Why Don’t U.S. Exports Create More Jobs?
by
Edward Alden
November 27, 2012
President Clinton signs the North American Free Trade Agreement (NAFTA) into law on December 8, 1993
When President Bill Clinton was trying to persuade Congress to pass the North American Free Trade Agreement (NAFTA) in 1993, administration officials frequently made the claim that each additional $1 billion in exports would produce 17,000 new jobs in the United States. Implicit in the claim was the idea that NAFTA and other free trade agreements would trigger a big growth in exports, and that exports would be an engine of job creation.
The claim turned out to be half true. U.S. exports to Mexico surged, growing nearly 400 percent since 1993, and Mexico is today the second largest recipient of U.S. exports after Canada. Overall, the value of U.S. exports to the world has increased nearly three-fold, from $627 billion in 1993 to $1.65 trillion last year. But the promised job growth never came; the number of U.S. jobs supported by exports is up only marginally from 1993, and is roughly the same number as existed in the mid-1990s.
What happened? A fascinating new paper published last month by the Commerce Department’s Office of Competition and Economic Analysis – entitled “
Jobs Supported by Exports, 1993-2011” – has some compelling answers.
In 1993, which turns out to be the first year for which data are available, the report says that each $1 billion of exports supported just over 12,000 jobs. (I have not yet been able to determine the discrepancy from the 17,000-job figure used back in 1993.) By 2011, however, that same $1 billion in exports supported only 5,000 jobs. About one-quarter of the difference is due to rising prices over the past two decades, but most of the difference is the result of higher productivity in export-intensive sectors which has reduced the need for labor.
That makes perfect sense. Some three-quarters of U.S. exports are in the goods sector, one-third of those directly in manufacturing, and many of the rest in industries that support manufacturing exports. From 1993 to 2011, labor productivity in the manufacturing sector doubled, compared with just a 50 percent increase in overall productivity. In other words, today it takes many fewer workers than in 1993 to produce the same $1 billion in exported products.

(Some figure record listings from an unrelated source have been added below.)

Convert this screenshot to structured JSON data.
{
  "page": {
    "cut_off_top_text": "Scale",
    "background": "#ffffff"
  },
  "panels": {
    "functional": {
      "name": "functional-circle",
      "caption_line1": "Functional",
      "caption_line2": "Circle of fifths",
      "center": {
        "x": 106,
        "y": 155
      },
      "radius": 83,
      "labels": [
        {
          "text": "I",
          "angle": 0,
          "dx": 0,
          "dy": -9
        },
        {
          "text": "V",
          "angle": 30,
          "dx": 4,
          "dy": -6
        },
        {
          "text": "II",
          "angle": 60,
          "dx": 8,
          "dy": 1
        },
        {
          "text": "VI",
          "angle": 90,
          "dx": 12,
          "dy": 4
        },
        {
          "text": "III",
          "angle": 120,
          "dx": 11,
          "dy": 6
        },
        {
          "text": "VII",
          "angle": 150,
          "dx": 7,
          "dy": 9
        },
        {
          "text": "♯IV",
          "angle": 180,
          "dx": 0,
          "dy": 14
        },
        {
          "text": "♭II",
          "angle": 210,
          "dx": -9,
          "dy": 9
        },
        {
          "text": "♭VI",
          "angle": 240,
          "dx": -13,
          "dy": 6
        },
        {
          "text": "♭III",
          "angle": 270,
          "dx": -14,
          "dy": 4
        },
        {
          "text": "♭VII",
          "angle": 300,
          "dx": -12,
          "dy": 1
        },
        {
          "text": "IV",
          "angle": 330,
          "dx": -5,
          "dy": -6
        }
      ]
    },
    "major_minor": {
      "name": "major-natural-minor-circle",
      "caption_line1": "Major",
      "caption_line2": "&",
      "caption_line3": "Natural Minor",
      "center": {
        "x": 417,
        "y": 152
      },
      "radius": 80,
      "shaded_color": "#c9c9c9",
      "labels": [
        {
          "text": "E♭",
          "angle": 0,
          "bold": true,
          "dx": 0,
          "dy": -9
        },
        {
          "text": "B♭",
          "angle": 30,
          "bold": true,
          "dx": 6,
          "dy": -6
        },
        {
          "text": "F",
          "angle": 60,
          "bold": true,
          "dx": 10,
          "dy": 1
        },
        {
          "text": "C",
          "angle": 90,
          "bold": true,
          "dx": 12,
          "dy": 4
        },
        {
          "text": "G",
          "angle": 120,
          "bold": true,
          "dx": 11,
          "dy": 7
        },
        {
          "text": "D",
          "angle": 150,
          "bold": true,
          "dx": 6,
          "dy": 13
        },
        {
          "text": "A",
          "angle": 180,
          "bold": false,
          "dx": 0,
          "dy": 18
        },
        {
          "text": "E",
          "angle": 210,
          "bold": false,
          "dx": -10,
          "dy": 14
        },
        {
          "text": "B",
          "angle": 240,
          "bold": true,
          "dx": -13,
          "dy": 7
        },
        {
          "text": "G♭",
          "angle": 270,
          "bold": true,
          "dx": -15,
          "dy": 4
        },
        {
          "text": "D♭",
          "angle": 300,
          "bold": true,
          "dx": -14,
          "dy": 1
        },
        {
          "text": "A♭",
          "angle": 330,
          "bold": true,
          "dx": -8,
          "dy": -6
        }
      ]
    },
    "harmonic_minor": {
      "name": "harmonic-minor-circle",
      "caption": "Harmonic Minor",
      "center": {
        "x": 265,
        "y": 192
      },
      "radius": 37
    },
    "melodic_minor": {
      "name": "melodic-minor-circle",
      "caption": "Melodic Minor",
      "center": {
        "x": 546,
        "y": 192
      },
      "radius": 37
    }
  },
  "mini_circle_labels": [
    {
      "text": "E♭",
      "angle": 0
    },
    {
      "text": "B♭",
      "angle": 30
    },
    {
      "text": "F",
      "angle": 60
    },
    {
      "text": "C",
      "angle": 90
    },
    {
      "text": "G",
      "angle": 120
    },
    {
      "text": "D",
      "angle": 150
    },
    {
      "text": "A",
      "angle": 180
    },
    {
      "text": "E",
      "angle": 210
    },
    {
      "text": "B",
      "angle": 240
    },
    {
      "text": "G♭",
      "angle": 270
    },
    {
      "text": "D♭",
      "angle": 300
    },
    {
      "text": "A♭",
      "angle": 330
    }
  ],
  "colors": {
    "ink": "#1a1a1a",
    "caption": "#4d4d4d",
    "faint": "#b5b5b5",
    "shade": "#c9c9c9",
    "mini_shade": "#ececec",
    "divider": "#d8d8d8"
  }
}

The consequence is that even rapidly growing exports have created very few new jobs. Given the average annual productivity improvements over the past two decades, exports need to grow by roughly 5 percent each year just to support the same number of jobs. Even with the extremely strong U.S. export performance over the past two decades, the total number of U.S. jobs supported by exports in 2011 — 9.7 million jobs – is up just 27 percent from the number of jobs in 1993.
Source:
“Jobs Supported by Exports, 1993-2011”
The implication of these figures is fairly stark. As the Obama administration has noted often, export jobs are good jobs –
employees in export-intensive industries earn some 20 percent more on average than comparable workers in industries that produce goods and/or services only for the domestic market. But there are simply too few of them to make a significant dent in unemployment, or to lift
household incomes which have been flat for the past two decades. The largest number of export jobs are in technology-intensive industries such as aerospace, semiconductors, and motor vehicles.
The Obama administration, under its
National Export Initiative, set a goal of doubling the value of U.S. exports from 2010 to the end of 2014. Despite a slowdown in exports this year due to weakening economies in Europe and parts of Asia, the administration remains roughly on track to reach that goal. But even with that success, exports are doing little to address the administration’s core concerns – high unemployment and a dearth of well-paying jobs.
If export competitiveness can’t solve the jobs crisis, then the answer needs to lie closer to home. While it still makes sense to use every policy tool available to expand export-related jobs, the bigger challenge is to raise wages in the industries where most Americans work and where job numbers are still growing – service jobs that do not face international competition.
Robert Kuttner has some interesting ideas on how this might be done in a new paper for the New America Foundation. The problem needs far more attention than it has received so far.